How to write a chapter
A chapter is what a developer creates when a story turns out to be bigger mid-build. It's a tactical sub-task, not a user-visible slice.
Why it matters
Stories should ideally land in one sprint. When one doesn't, the right move isn't to grow the story, it's to chapter it. Chapters give the team granular flow visibility without polluting the backlog with sub-tasks that have no user value.
Step by step
- Trigger. Mid-build, the story is clearly bigger than it looked. Don't chapter pre-emptively.
- Title is engineering-shaped. "Add Postgres index on jobs.user_id", not pretending to be user-facing.
- Description: what + why, briefly. One paragraph.
- Estimate in points if useful. Chapters can be small (1–2 pts) and that's fine.
- Link to the parent story. Always. Chapters never float.
- Move through the same dev phases. todo → in-progress → in-review → done. But chapters don't get released independently.
What good looks like
- One parent story; never floats
- Engineering-shaped title
- One paragraph of context
- Doesn't try to deliver user value alone
- Closes when the parent story closes
How Tenhaw runs this
Chapters in Tenhaw inherit the parent story's deps and team. They flow through dev phases independently but can't be released on their own. The platform won't let you ship one in isolation.
- Tenhaw Chapters
- Tenhaw parent-story enforcement
In Tenhaw → open the parent story → New chapter. Chapters inherit the story's deps and team automatically.
Run this in your team
The Tenhaw product enforces every rule in this playbook so it doesn't sit on a wiki gathering dust. Try Tenhaw or book a working session with the founder.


What to work on: Your answer is a copy of every line in the records where "strong" appears.

(Records drawn from a dataset)
%%

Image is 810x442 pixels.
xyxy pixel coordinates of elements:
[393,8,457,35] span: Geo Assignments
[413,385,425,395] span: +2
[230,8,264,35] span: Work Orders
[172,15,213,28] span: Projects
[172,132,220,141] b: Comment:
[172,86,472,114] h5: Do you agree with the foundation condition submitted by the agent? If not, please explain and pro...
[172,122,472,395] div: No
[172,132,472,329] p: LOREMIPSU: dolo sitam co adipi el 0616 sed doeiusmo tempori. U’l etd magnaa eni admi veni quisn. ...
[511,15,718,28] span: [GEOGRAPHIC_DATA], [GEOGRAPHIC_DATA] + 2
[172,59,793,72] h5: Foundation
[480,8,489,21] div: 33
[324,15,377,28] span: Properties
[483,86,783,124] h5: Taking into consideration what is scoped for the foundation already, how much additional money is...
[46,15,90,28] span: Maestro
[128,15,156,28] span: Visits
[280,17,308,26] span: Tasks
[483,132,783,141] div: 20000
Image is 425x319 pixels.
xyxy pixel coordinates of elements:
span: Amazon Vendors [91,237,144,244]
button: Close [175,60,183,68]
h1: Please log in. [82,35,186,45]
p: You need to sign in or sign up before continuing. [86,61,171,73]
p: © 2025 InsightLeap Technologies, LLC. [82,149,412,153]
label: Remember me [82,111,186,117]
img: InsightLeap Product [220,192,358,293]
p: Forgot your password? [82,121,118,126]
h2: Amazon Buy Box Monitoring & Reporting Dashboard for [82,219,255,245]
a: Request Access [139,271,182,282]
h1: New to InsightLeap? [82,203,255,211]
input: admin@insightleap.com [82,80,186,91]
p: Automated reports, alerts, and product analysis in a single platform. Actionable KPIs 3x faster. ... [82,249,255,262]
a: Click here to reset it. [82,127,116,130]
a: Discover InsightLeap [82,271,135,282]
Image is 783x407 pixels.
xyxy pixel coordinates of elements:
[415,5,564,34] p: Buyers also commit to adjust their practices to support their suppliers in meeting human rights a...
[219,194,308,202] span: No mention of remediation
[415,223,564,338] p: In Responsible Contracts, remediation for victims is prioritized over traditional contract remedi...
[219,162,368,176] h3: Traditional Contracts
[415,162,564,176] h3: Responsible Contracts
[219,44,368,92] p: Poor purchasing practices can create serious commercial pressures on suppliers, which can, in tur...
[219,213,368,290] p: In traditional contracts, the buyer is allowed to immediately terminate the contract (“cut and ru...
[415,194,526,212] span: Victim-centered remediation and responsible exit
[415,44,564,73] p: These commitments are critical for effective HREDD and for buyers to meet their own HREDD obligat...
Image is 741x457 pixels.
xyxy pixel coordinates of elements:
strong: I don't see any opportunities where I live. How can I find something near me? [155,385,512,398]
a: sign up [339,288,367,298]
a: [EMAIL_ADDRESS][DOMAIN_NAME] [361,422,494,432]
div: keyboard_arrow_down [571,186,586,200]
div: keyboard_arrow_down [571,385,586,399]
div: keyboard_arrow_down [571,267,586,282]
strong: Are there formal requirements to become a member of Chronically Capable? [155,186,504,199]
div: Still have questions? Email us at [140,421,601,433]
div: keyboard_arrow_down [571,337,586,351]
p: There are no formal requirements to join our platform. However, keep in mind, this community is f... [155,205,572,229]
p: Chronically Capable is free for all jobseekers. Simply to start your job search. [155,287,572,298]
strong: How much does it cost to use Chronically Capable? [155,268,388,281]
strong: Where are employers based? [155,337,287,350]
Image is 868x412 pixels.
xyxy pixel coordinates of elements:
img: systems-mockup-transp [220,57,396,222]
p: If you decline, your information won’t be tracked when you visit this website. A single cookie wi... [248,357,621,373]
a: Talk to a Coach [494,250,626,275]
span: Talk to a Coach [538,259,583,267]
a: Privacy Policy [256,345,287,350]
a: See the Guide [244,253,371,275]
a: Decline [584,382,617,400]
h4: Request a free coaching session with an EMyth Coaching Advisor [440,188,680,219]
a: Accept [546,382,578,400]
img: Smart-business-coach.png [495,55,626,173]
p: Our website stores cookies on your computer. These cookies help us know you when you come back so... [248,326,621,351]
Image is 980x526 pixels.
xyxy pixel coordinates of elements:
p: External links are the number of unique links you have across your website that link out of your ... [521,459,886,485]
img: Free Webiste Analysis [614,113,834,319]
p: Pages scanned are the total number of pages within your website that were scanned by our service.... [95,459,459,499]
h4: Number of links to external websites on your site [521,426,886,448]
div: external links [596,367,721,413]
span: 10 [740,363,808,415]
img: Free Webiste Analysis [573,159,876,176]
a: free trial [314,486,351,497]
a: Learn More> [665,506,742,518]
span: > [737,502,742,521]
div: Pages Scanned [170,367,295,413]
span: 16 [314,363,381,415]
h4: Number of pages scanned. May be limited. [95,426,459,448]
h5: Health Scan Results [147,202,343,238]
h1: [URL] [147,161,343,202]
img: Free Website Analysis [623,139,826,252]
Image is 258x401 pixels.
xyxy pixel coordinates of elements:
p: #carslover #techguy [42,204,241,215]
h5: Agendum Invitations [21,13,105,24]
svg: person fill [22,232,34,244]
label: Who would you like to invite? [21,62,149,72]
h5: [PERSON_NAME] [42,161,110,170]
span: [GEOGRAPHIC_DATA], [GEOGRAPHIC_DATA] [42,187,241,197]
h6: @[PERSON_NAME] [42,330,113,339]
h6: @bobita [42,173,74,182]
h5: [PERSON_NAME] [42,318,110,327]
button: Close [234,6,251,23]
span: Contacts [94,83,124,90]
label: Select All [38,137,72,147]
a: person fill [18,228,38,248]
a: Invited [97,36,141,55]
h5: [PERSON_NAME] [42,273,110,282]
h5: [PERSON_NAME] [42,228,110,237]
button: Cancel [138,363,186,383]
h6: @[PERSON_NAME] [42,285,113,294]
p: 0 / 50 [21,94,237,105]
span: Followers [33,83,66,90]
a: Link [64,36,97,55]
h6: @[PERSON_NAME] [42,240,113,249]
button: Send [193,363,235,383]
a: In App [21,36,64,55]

%%
%%

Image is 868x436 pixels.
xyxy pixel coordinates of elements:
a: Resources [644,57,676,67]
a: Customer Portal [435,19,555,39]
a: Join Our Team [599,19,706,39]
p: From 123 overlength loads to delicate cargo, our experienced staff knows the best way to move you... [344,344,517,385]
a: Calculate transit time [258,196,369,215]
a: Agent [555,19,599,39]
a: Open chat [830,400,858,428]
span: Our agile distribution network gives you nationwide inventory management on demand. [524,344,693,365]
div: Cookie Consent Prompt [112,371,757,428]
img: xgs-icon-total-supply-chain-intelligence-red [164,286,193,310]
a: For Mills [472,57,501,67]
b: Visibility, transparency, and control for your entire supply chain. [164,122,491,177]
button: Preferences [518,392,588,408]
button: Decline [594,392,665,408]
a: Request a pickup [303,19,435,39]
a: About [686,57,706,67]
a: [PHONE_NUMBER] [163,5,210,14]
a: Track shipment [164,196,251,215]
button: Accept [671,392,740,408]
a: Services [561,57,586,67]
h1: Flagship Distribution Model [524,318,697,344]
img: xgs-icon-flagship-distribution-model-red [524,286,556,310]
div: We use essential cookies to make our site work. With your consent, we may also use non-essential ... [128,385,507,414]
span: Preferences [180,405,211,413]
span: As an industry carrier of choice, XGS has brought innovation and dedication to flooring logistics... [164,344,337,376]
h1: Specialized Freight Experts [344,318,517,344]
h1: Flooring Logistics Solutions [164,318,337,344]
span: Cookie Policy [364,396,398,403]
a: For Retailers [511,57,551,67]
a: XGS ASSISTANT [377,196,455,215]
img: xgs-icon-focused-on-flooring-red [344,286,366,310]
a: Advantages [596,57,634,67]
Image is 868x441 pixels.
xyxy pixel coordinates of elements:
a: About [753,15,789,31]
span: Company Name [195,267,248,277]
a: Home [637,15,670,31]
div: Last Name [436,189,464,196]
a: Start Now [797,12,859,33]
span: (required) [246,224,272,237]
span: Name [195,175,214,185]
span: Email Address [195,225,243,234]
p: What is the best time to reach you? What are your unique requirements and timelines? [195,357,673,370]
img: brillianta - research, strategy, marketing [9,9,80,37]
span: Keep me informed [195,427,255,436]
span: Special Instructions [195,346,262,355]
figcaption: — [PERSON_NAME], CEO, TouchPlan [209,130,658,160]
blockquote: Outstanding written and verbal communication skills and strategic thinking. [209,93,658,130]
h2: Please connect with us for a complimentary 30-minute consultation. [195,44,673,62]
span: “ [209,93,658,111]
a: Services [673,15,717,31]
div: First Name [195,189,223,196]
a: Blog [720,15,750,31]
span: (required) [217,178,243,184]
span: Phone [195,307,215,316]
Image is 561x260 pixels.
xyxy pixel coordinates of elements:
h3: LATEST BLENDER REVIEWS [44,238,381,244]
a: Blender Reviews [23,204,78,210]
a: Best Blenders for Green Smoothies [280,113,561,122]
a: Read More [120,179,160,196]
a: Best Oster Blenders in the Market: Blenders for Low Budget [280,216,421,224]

%%
%%

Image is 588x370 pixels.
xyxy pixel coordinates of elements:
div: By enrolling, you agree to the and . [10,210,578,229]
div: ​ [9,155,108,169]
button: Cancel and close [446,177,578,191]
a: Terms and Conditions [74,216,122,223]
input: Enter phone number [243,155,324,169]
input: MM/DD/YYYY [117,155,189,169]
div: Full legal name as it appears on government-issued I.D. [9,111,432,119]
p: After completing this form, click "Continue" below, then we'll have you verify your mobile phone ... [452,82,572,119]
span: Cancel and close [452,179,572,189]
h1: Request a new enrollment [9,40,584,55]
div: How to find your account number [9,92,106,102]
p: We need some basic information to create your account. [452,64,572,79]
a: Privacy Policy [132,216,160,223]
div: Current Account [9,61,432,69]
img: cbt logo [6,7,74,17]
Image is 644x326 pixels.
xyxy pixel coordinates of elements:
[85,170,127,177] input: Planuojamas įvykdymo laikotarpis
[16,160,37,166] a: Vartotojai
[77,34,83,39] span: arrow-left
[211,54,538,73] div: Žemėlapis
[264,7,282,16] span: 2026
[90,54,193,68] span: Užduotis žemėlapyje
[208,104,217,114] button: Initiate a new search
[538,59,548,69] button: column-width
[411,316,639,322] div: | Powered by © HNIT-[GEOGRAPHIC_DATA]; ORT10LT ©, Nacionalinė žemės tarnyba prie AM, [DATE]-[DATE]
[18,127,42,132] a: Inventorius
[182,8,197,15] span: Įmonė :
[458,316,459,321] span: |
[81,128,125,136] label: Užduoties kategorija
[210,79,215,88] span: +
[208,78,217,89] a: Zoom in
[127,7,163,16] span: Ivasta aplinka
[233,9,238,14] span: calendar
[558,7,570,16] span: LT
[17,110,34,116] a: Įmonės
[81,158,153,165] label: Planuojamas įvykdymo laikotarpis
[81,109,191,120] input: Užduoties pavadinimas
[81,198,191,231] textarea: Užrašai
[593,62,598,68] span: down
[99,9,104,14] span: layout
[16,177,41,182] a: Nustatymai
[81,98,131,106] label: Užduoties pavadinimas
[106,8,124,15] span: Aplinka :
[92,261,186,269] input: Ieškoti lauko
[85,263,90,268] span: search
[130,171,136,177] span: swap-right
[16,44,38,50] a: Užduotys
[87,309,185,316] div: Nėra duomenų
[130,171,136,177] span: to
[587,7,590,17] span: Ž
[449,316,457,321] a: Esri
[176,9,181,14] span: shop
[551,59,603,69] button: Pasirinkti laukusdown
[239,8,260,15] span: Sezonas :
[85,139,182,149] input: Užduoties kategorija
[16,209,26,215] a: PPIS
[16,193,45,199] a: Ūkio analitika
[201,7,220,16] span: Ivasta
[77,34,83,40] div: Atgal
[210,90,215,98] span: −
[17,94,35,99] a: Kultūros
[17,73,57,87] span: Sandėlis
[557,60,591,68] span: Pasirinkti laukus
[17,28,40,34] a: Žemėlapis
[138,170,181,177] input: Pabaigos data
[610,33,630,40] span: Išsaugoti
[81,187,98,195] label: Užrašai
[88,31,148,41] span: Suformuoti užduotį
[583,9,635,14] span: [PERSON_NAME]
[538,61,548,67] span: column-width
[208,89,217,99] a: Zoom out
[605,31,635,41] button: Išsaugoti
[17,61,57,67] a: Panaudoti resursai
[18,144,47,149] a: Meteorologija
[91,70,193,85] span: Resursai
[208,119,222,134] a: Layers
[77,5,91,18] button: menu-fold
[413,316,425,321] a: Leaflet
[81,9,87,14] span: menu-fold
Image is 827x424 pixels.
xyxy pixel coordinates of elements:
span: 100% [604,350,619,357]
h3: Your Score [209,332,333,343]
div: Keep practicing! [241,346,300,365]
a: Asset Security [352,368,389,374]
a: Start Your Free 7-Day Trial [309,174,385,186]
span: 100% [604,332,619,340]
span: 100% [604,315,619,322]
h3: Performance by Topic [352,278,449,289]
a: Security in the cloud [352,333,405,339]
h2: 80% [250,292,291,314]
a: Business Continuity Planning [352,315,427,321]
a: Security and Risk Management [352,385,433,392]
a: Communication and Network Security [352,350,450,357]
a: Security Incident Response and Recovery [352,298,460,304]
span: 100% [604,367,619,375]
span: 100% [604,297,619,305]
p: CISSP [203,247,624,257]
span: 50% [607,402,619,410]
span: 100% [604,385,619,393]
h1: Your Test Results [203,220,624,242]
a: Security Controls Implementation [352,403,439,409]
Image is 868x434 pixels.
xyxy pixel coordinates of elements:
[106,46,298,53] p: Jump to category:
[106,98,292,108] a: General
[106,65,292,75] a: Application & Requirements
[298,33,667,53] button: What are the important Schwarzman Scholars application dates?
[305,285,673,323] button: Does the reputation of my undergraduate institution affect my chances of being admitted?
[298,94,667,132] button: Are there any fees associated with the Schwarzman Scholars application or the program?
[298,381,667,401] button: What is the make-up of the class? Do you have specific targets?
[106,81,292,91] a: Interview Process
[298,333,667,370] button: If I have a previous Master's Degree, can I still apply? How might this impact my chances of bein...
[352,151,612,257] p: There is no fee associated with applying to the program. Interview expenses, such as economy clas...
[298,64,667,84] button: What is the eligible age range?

%%

Reply to the task:
strong: I don't see any opportunities where I live. How can I find something near me? [155,385,512,398]
strong: Are there formal requirements to become a member of Chronically Capable? [155,186,504,199]
strong: How much does it cost to use Chronically Capable? [155,268,388,281]
strong: Where are employers based? [155,337,287,350]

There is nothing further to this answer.